Kareem Abdul-Jabbar: Atlanta Hawks Owner No Donald Sterling, Email Not Racist

Kareem Abdul-Jabbar: Atlanta Hawks Owner No Donald Sterling, Email Not Racist

On Monday, former Los Angeles Lakers great Kareem Abdul-Jabbar defended Atlanta Hawks owner Bruce Levenson, arguing that he is not a racist like Donald Sterling and should not have been so quick to decide to sell his team over an “offensive” email (read Levenson’s full e-mail here). 

Over the weekend, Levenson announced that he would sell his interest in the team after he reported an email from 2012 in which he suggests that white fans are not showing up to Hawks games because they may be scared of black fans, a sentiment Levenson himself said was unwarranted in the email.

Abdul-Jabbar wrote in Time that the “questions about how to attract more white fans were entirely reasonable” and the “only problem is that Atlanta Hawks controlling owner Bruce Levenson is no Donald Sterling. Nor is his email racist. In fact, his worst crime is misguided white guilt”:

I read Levenson’s email. Here’s what I concluded: Levenson is a businessman asking reasonable questions about how to put customers in seats. In the email, addressed to Hawks President Danny Ferry, Levenson wonders whether (according to his observations) the emphasis on hip-hop and gospel music, the fact that the cheerleaders are black, the bars are filled with 90 percent blacks, kiss-cams focus on black fans, and timeout contestants are always black has an effect on keeping away white fans.

Seems reasonable to ask those questions.

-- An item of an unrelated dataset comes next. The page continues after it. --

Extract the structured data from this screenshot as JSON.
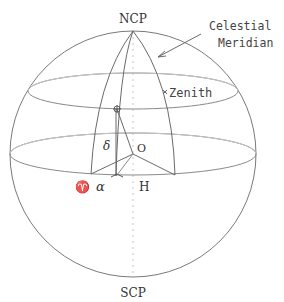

If his arena was filled mostly with whites and he wanted to attract blacks, wouldn’t he be asking how they could de-emphasize white culture and bias toward white contestants and cheerleaders? Don’t you think every corporation in America that is trying to attract a more diverse customer base is discussing how to feature more blacks or Asians or Latinos in their TV ads?

He said though “there are a few assumptions he makes that make me cringe a little” in the email, Levenson, to his credit, “dismisses fans who complained about the arena’s site as being code for racist fear that ‘there are too many blacks at the games.’ He further decries the white perception that even though the percentage of blacks in attendance had lessened, that they still feel it’s higher and therefore somehow threatening. His outrage seems authentic.”

Abdul-Jabbar continues by noting that he was upset that Levenson was too quick to blame himself for sending the message “that our white fans are more valuable than our black fans” when that is not what, according to Abdul-Jabbar, the email said: 

Business people should have the right to wonder how to appeal to diverse groups in order to increase business. They should even be able to make minor insensitive gaffs if there is no obvious animosity or racist intent. This is a business email that is pretty harmless in terms of insulting anyone — and pretty fascinating in terms of seeing how the business of running a team really works.

The thing that makes me mad is that Levenson was too quick to rend his clothing and shout mea culpa. In his apology, he wrote: “By focusing on race, I also sent the unintentional and hurtful message that our white fans are more valuable than our black fans.” But that’s not the message in the email at all. If the seats had all been filled, even if all by blacks, the email wouldn’t have been written. He wasn’t valuing white fans over blacks, he was trying to figure out a way to change what he thought was the white perception in Atlanta so he could sell more tickets. That’s his job.

Abdul-Jabbar, though, fears that the media will gin up more unwarranted racial hysteria over the email. 

“Well, the pitchforks are already sharpened and the torches lit anyway, so rather than let them go to waste why not drag another so-called racist before the Court of Public Opinion and see how much ratings-grabbing, head-shaking, race-shaming we can squeeze out of it,” Abdul-Jabbar laments. “After all, the media got so much gleeful, hand-wringing mileage out of Don Sterling and Michael Brown.”